Meta’s chief AI scientist Yann LeCun is reportedly planning to depart to launch a startup focused on world models, according to the Financial Times. LeCun has told associates he will leave in the coming months and is already in early talks to raise funds for the new venture. The departure comes as CEO Mark Zuckerberg has overhauled Meta’s AI operations, pushing the company to accelerate product releases and reduce the emphasis on long-range research.
World models are hypothetical AI systems that would develop an internal understanding of the physical world by learning from video and spatial data, rather than relying primarily on text. Unlike current large language models that predict the next token in a sequence, world-model architectures would aim to simulate cause-and-effect, understand physics, and plan more like animals do. LeCun has suggested this architecture could take a decade to fully develop.
Within Meta, the move follows a year of leadership reshuffles and controversy around AI efforts, including the reception of Llama 4 and questions about the Meta AI chatbot’s performance and safety.

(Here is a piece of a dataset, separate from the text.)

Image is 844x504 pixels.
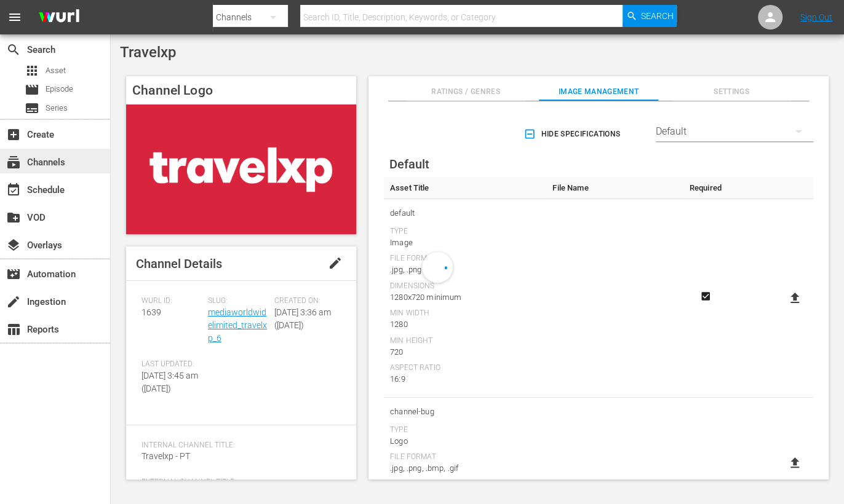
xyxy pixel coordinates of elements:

LeCun has long championed a more research-focused, longer-horizon approach, sometimes clashing with a push toward rapid productization under Zuckerberg’s leadership.
LeCun’s anticipated exit underscores the ongoing tension in Meta’s AI strategy as the company navigates competition from OpenAI and Google and grapples with the challenge of turning research breakthroughs into scalable consumer products.
As he embarks on this new venture, LeCun’s move highlights a broader industry debate about world models and the future of AI reasoning, which some researchers argue could eventually lead to more capable, generalizable AI systems beyond pattern recognition alone.